Linguists and translators are familiar with the problem of “false friends”: words in different languages that sound similar yet have significantly different meanings. These words can be obstacles for nonfluent speakers of a language, as it is easy to confuse their meaning with cognates in one’s native tongue.
“False friends” is also a useful way of describing the relationship between the AAUP’s principles and the “campus free-speech” movement that has recently gained traction. Campus free-speech advocates use language that seems to invoke core AAUP principles. They argue that colleges and universities should not shelter students from upsetting ideas, that administrators should not cancel engagements by speakers who might offend campus constituencies, and that institutions of higher education must be protected as spaces for vigorous, albeit civil, disagreement.
The campus free-speech movement is not, however, driven by a commitment to the academic profession or the idea of the university. Its agenda is brazenly political. Consider the Goldwater Institute, which now spearheads the movement. This Phoenix-based think tank cut its teeth promoting causes such as “school choice.” It belongs to the State Policy Network, a coalition of think tanks that works aggressively with the American Legislative Exchange Council to promote conservative priorities in state legislatures.
In January 2017, the Goldwater Institute issued Campus Free Speech: A Legislative Proposal, by conservative activists Stanley Kurtz, James Manley, and Jonathan Butcher. The report assumes a tone of moral panic: “Freedom of speech is dying on our college campuses and is increasingly imperiled in society at large.” As evidence, it cites speaker bans, “shout-downs,” safe spaces, and restrictive speech policies.
Most important, the report includes a model bill for state legislatures. The first state to enact the report’s proposal was North Carolina: on July 31, 2017, the North Carolina Restore Campus Free Speech Act became law. Among other provisions, this law subjects individuals accused of violating the free-speech rights of others to strict disciplinary measures, expects universities to be neutral on public issues, and empowers the University of North Carolina’s systemwide board of governors to report annually on the state of campus free speech. The policy adopted by the board requires UNC campuses to make free-speech education part of student orientations, to create a range of sanctions for those who interfere with the free-speech rights of others, and to appoint “responsible officers” to monitor the policy’s enforcement.
So far, only North Carolina has approved the Goldwater Institute’s model bill. The University of Wisconsin’s board of regents has adopted a policy based on its provisions, however, and legislators in Illinois, Michigan, Nebraska, and Wyoming have introduced Goldwater-based bills. At least half a dozen other states have adopted comparable bills not modeled on the Goldwater template.
The Goldwater bill bases noxious policy on seemingly reasonable principles that are valued by the AAUP. Like the Goldwater Institute, the AAUP opposes the practice of disinviting campus speakers. A 2007 statement by the AAUP’s Committee A on Academic Freedom and Tenure, Academic Freedom and Outside Speakers, states that “the freedom to hear is an essential condition of the university community,” adding, “the university is no place for a heckler’s veto.” The AAUP has also opposed speech codes. The 1992 statement On Freedom of Expression and Campus Speech Codes acknowledges the importance of inclusivity but concludes, “An institution of higher learning fails to fulfill its mission if it asserts the power to proscribe ideas.”
Yet these apparent similarities are misleading. Genuine freedom of speech is procedural in character: it exists where institutions and rules afford people a reasonable opportunity to exercise free-speech rights. The campus free-speech movement is concerned not with process but with outcome: its intention, as the Goldwater report puts it, is to bring about a new “balance of forces” on college campuses. The report also betrays a strong preference for a punitive approach to dealing with infringements of free-speech policies.
The campus free-speech movement and the AAUP are false friends: superficial similarity masks fundamental differences in aims. The challenge of resisting campus free-speech legislation consists in finding ways to reaffirm the principles it would seem to share with the AAUP while emphasizing that such legislation presents a considerable threat to higher education.
Michael C. Behrent is associate professor of history at Appalachian State University and a member of the AAUP’s Committee on Government Relations.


Instructions to follow.
Type out the records again, exactly as they are.

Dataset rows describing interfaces
■ ■ ■
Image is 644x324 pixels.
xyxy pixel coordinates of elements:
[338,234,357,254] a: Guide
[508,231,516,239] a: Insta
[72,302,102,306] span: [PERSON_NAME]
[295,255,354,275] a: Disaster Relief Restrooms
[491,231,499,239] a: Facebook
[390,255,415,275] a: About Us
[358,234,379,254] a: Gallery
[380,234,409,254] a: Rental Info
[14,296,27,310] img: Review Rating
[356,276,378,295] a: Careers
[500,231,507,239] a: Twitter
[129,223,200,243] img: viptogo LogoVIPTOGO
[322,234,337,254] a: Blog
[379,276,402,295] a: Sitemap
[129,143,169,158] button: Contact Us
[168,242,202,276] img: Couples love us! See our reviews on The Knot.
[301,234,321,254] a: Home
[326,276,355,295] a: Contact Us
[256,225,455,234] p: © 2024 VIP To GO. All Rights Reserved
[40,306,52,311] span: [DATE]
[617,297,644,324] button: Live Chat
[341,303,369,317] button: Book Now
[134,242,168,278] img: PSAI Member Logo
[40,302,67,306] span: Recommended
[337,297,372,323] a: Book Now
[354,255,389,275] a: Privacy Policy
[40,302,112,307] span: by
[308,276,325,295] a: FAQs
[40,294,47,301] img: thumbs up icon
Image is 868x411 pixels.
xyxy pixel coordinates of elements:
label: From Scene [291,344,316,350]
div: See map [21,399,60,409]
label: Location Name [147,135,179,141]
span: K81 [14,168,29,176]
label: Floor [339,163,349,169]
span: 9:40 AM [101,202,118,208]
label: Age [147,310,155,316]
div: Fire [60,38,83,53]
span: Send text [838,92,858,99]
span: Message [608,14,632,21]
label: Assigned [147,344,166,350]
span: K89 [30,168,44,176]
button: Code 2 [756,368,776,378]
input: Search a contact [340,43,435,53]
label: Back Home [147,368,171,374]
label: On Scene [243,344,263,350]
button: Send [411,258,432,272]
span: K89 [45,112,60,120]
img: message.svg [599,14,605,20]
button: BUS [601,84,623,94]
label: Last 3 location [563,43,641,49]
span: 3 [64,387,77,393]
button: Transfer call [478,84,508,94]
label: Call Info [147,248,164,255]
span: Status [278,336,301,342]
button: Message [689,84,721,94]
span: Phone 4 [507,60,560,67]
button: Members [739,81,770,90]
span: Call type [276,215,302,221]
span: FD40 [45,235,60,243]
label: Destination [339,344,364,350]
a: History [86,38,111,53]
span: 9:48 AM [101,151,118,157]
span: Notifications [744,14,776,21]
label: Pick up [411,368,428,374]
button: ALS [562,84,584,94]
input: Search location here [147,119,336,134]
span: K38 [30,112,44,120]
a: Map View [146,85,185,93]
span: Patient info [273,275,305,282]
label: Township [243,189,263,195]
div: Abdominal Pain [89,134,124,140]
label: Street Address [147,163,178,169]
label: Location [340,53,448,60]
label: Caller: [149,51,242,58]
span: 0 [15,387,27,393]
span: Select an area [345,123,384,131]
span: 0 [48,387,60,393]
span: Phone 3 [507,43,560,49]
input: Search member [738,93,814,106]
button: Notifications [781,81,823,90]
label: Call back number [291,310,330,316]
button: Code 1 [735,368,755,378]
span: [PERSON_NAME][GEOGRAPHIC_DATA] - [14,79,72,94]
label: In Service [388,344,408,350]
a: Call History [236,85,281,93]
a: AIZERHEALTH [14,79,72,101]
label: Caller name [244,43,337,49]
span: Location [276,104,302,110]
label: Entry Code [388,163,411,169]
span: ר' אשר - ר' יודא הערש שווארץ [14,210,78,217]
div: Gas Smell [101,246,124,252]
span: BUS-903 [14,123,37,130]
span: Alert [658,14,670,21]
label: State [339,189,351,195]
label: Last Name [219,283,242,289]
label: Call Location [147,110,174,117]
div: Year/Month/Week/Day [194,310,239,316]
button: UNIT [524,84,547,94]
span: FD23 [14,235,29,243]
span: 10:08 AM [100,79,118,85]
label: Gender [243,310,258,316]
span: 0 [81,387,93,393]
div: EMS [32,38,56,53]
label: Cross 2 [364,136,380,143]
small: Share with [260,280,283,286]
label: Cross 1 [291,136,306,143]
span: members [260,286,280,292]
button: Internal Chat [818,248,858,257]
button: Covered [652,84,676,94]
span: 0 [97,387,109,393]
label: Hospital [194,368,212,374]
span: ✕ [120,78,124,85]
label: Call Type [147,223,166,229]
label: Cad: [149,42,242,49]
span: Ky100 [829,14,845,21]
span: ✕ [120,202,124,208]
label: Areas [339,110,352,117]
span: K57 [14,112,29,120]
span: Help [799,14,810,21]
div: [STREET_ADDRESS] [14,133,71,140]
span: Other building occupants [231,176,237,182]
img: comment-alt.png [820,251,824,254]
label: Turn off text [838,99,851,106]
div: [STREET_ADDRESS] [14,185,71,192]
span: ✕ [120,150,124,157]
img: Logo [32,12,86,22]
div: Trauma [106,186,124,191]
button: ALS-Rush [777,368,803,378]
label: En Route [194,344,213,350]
■ ■ ■
Expected answer.
Image is 644x324 pixels.
xyxy pixel coordinates of elements:
[338,234,357,254] a: Guide
[508,231,516,239] a: Insta
[72,302,102,306] span: [PERSON_NAME]
[295,255,354,275] a: Disaster Relief Restrooms
[491,231,499,239] a: Facebook
[390,255,415,275] a: About Us
[358,234,379,254] a: Gallery
[380,234,409,254] a: Rental Info
[14,296,27,310] img: Review Rating
[356,276,378,295] a: Careers
[500,231,507,239] a: Twitter
[129,223,200,243] img: viptogo LogoVIPTOGO
[322,234,337,254] a: Blog
[379,276,402,295] a: Sitemap
[129,143,169,158] button: Contact Us
[168,242,202,276] img: Couples love us! See our reviews on The Knot.
[301,234,321,254] a: Home
[326,276,355,295] a: Contact Us
[256,225,455,234] p: © 2024 VIP To GO. All Rights Reserved
[40,306,52,311] span: [DATE]
[617,297,644,324] button: Live Chat
[341,303,369,317] button: Book Now
[134,242,168,278] img: PSAI Member Logo
[40,302,67,306] span: Recommended
[337,297,372,323] a: Book Now
[354,255,389,275] a: Privacy Policy
[40,302,112,307] span: by
[308,276,325,295] a: FAQs
[40,294,47,301] img: thumbs up icon
Image is 868x411 pixels.
xyxy pixel coordinates of elements:
label: From Scene [291,344,316,350]
div: See map [21,399,60,409]
label: Location Name [147,135,179,141]
span: K81 [14,168,29,176]
label: Floor [339,163,349,169]
span: 9:40 AM [101,202,118,208]
label: Age [147,310,155,316]
div: Fire [60,38,83,53]
span: Send text [838,92,858,99]
span: Message [608,14,632,21]
label: Assigned [147,344,166,350]
span: K89 [30,168,44,176]
button: Code 2 [756,368,776,378]
input: Search a contact [340,43,435,53]
label: Back Home [147,368,171,374]
label: On Scene [243,344,263,350]
button: Send [411,258,432,272]
span: K89 [45,112,60,120]
img: message.svg [599,14,605,20]
button: BUS [601,84,623,94]
label: Last 3 location [563,43,641,49]
span: 3 [64,387,77,393]
button: Transfer call [478,84,508,94]
label: Call Info [147,248,164,255]
span: Status [278,336,301,342]
button: Message [689,84,721,94]
span: Phone 4 [507,60,560,67]
button: Members [739,81,770,90]
span: Call type [276,215,302,221]
span: FD40 [45,235,60,243]
label: Destination [339,344,364,350]
a: History [86,38,111,53]
span: 9:48 AM [101,151,118,157]
span: Notifications [744,14,776,21]
label: Pick up [411,368,428,374]
button: ALS [562,84,584,94]
input: Search location here [147,119,336,134]
span: K38 [30,112,44,120]
a: Map View [146,85,185,93]
span: Patient info [273,275,305,282]
label: Township [243,189,263,195]
div: Abdominal Pain [89,134,124,140]
label: Street Address [147,163,178,169]
label: Location [340,53,448,60]
label: Caller: [149,51,242,58]
span: 0 [15,387,27,393]
span: Select an area [345,123,384,131]
span: 0 [48,387,60,393]
span: Phone 3 [507,43,560,49]
input: Search member [738,93,814,106]
button: Notifications [781,81,823,90]
label: Call back number [291,310,330,316]
button: Code 1 [735,368,755,378]
span: [PERSON_NAME][GEOGRAPHIC_DATA] - [14,79,72,94]
label: In Service [388,344,408,350]
a: Call History [236,85,281,93]
a: AIZERHEALTH [14,79,72,101]
label: Caller name [244,43,337,49]
span: Location [276,104,302,110]
label: Entry Code [388,163,411,169]
span: ר' אשר - ר' יודא הערש שווארץ [14,210,78,217]
div: Gas Smell [101,246,124,252]
span: BUS-903 [14,123,37,130]
span: Alert [658,14,670,21]
label: State [339,189,351,195]
label: Last Name [219,283,242,289]
label: Call Location [147,110,174,117]
div: Year/Month/Week/Day [194,310,239,316]
button: UNIT [524,84,547,94]
span: FD23 [14,235,29,243]
span: 10:08 AM [100,79,118,85]
label: Gender [243,310,258,316]
span: 0 [81,387,93,393]
div: EMS [32,38,56,53]
label: Cross 2 [364,136,380,143]
small: Share with [260,280,283,286]
label: Cross 1 [291,136,306,143]
span: members [260,286,280,292]
button: Internal Chat [818,248,858,257]
button: Covered [652,84,676,94]
span: 0 [97,387,109,393]
label: Hospital [194,368,212,374]
span: ✕ [120,78,124,85]
label: Call Type [147,223,166,229]
label: Cad: [149,42,242,49]
span: Ky100 [829,14,845,21]
span: ✕ [120,202,124,208]
label: Areas [339,110,352,117]
span: K57 [14,112,29,120]
span: Help [799,14,810,21]
div: [STREET_ADDRESS] [14,133,71,140]
span: Other building occupants [231,176,237,182]
img: comment-alt.png [820,251,824,254]
label: Turn off text [838,99,851,106]
div: [STREET_ADDRESS] [14,185,71,192]
span: ✕ [120,150,124,157]
img: Logo [32,12,86,22]
div: Trauma [106,186,124,191]
button: ALS-Rush [777,368,803,378]
label: En Route [194,344,213,350]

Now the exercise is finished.